According to Charmaz, self as concept and self as habit are related, but not exactly the same. The self, both habit and concept, is built upon processes. Events and experiences shape the self and these accrue over time.
Researcher Ralph Turner described self-concept as an organized set of definitions of self, sentiments, values, and judgments that people have to describe themselves. It is basically how our mind decides to assess, interpret and generate meaning from events and experiences. We decide whether our habitual modes of responding to and about ourselves and others are either part of who we are or counter to who we are. If we are rude and cranky when we have not had enough sleep, we may keep this behaviour out of our self-concept definition on the grounds that it is counter to how we usually behave.
We tend to view our self-concept as our “true selves,” however, that can quickly be undermined either by someone close to us pointing out the discrepancy between who we say we are and how we act; or perhaps when life circumstances change our ability to act in ways that are aligned with our self-concept.
There is the self that is an enactment (habit) and then there is the self that is how we interpret that enactment (concept).
Back in 2014, when I had the great pleasure of chatting with Dr.
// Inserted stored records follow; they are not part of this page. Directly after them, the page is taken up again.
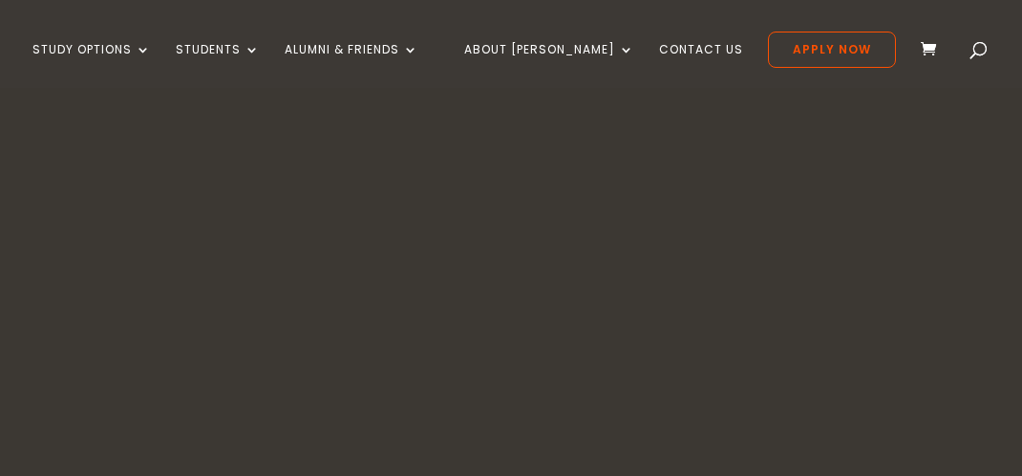 The image size is (1022, 476). What do you see at coordinates (218, 65) in the screenshot?
I see `a: Students` at bounding box center [218, 65].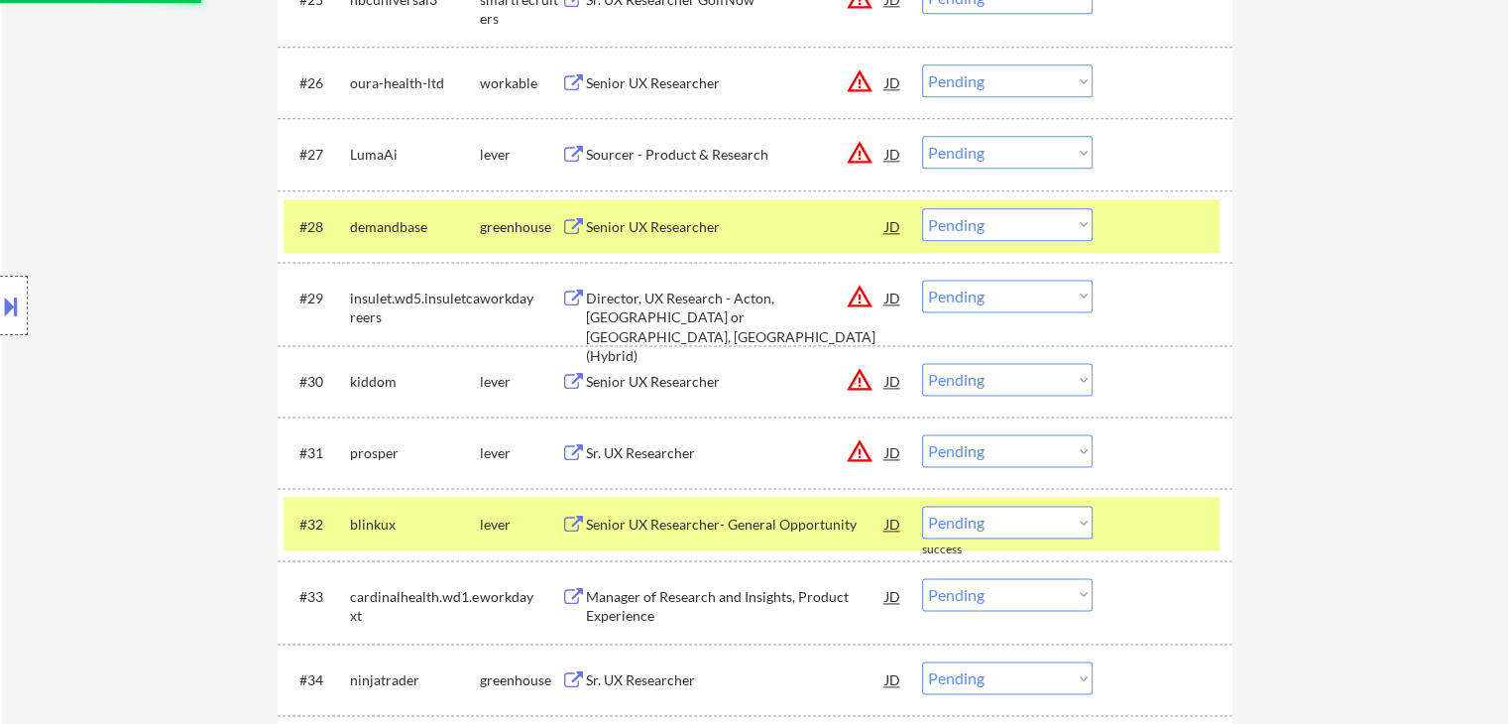 The width and height of the screenshot is (1508, 724). What do you see at coordinates (735, 524) in the screenshot?
I see `div: Senior UX Researcher- General Opportunity` at bounding box center [735, 524]. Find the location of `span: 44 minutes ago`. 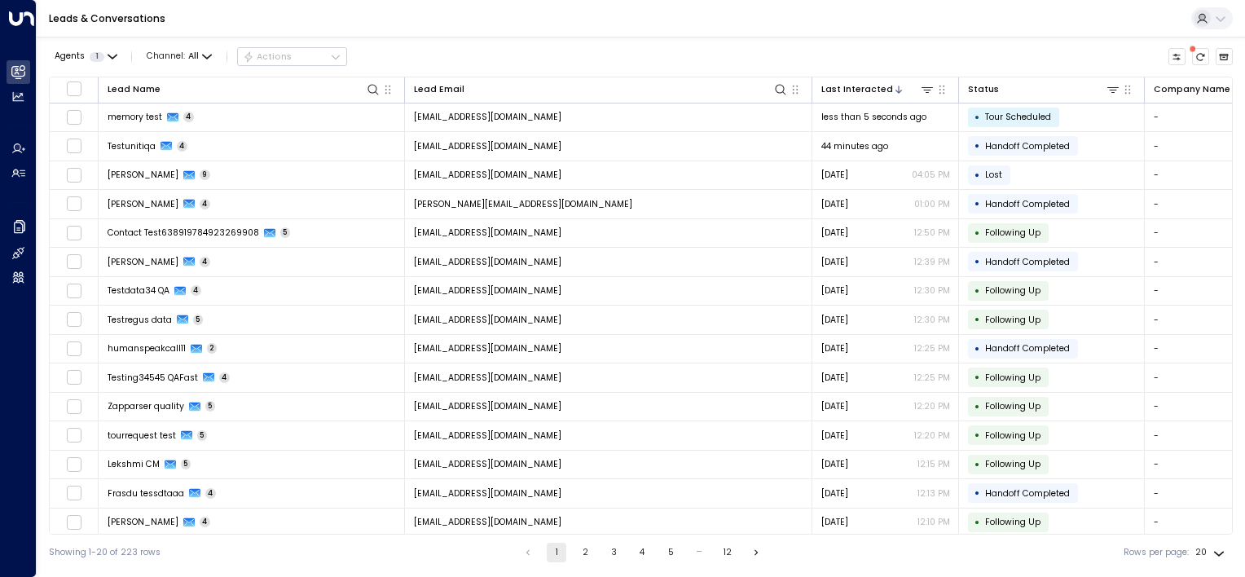

span: 44 minutes ago is located at coordinates (855, 146).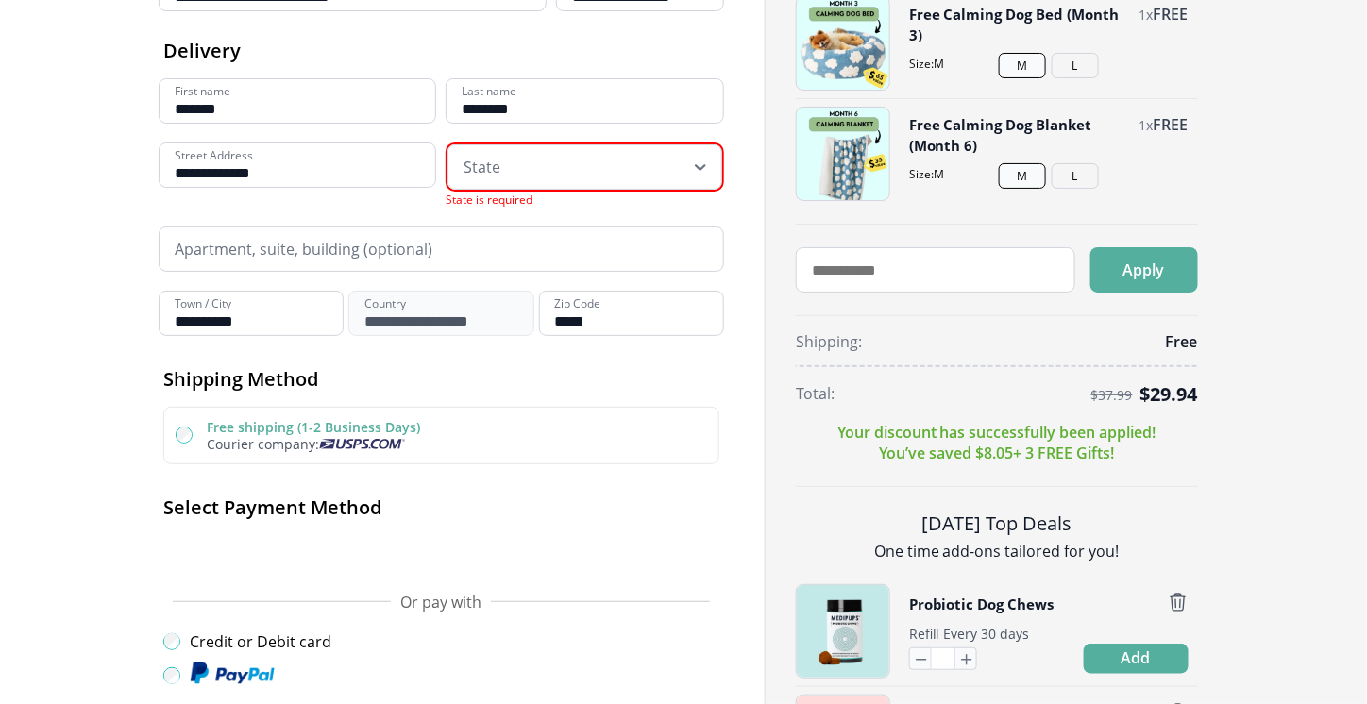 The image size is (1367, 704). I want to click on h2: Select Payment Method, so click(441, 507).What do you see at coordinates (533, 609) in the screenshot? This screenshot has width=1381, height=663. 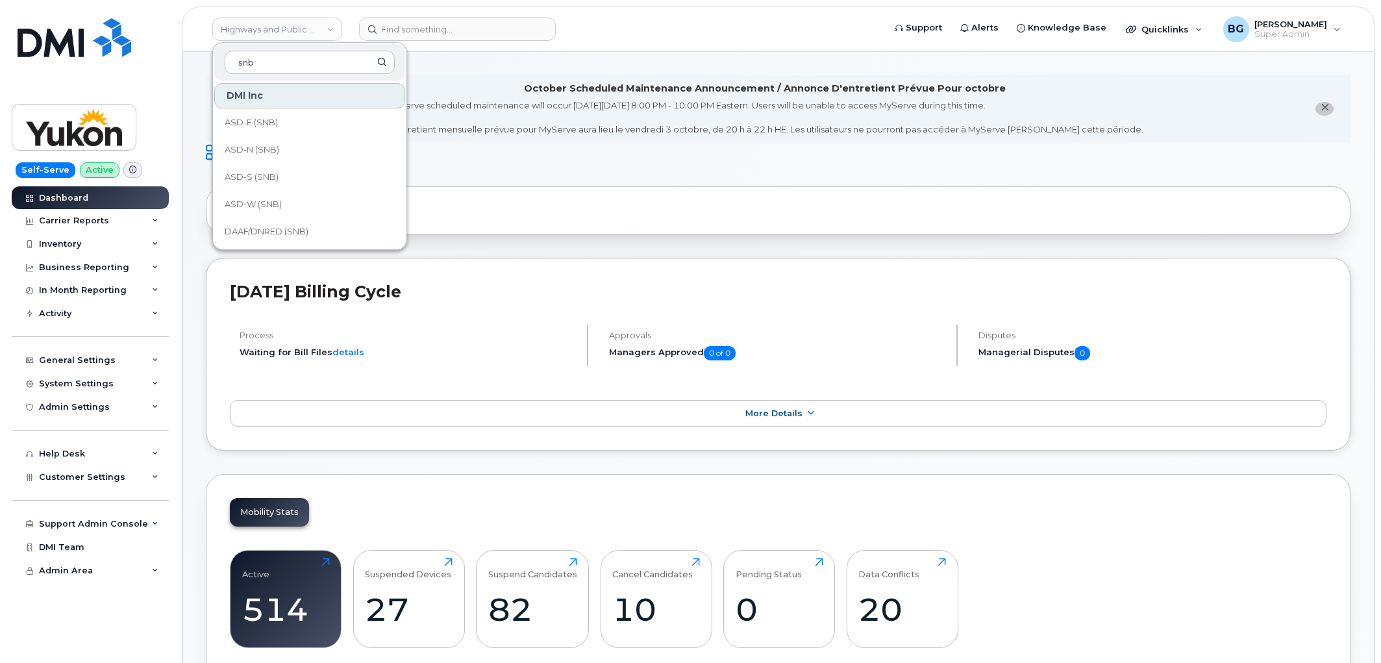 I see `div: 82` at bounding box center [533, 609]. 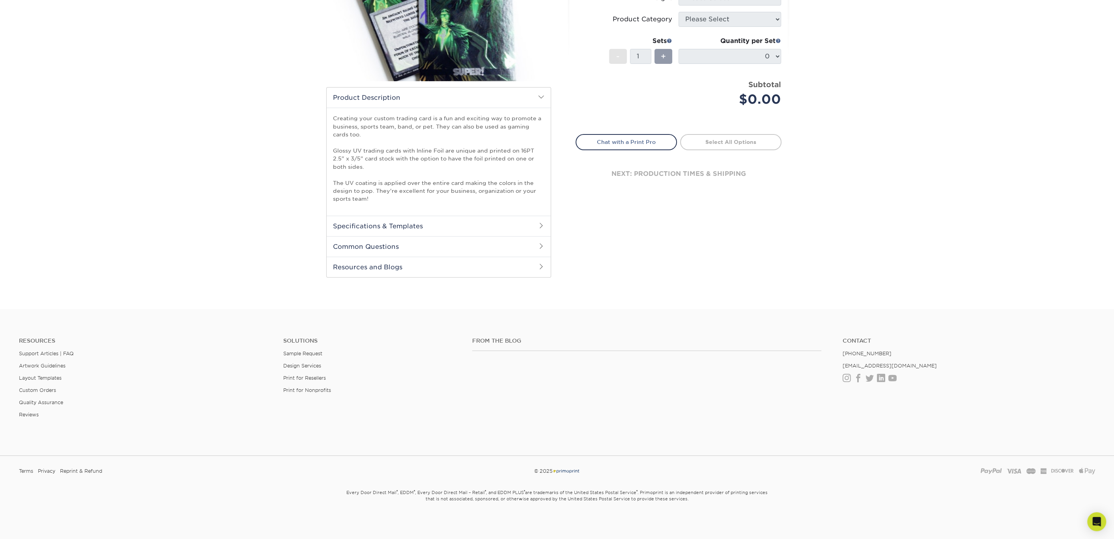 What do you see at coordinates (730, 41) in the screenshot?
I see `div: Quantity per Set` at bounding box center [730, 41].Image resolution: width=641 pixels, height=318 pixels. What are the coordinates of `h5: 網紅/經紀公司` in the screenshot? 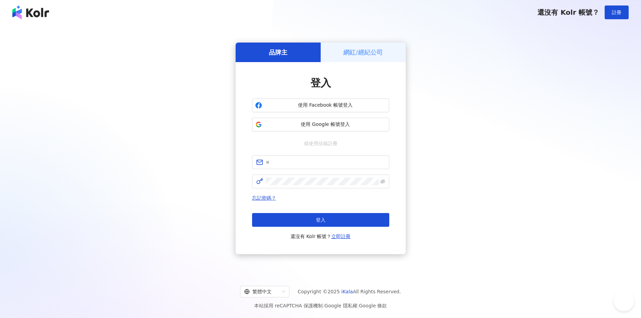 It's located at (363, 52).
Tim Walsh at an eating disorder conference in San Diego. He spoke, after 30 years of learning from his patients, of his sense of eating disorders as habits: their intractable nature develops within a very short span from the onset of food restriction to the avoidance of food becoming an ingrained habit.
Is one habit sticky for one person when compared to another because there is a distinction in their self-concept? Perhaps. In our society diet and exercise are viewed as expressions of personality traits and behaviours we admire: conscientiousness, discipline, delayed gratification, striving for a goal, and the deep societal adherence to self-direction and individual responsibility for health outcomes.
However, I think in the case of eating disorders, pretty much everything is hijacked through the misidentification of food as a threat but perhaps if the food avoidance is also strongly aligned with a self-concept of being disciplined and in control, then that gives the habit a boost to being further reinforced and ingrained.
In Part Three of this series coming up we will look at one of Kathy Charmaz’s case studies in a bit more depth and define what a hard or soft contour or border around your self-concept might be and whether it is relevant in how you plan for behaviour change and improvements.
Charmaz K. The self as habit: The reconstruction of self in chronic illness. OTJR: Occupation, Participation and Health. 2002 Jan;22(1_suppl):31S-41S.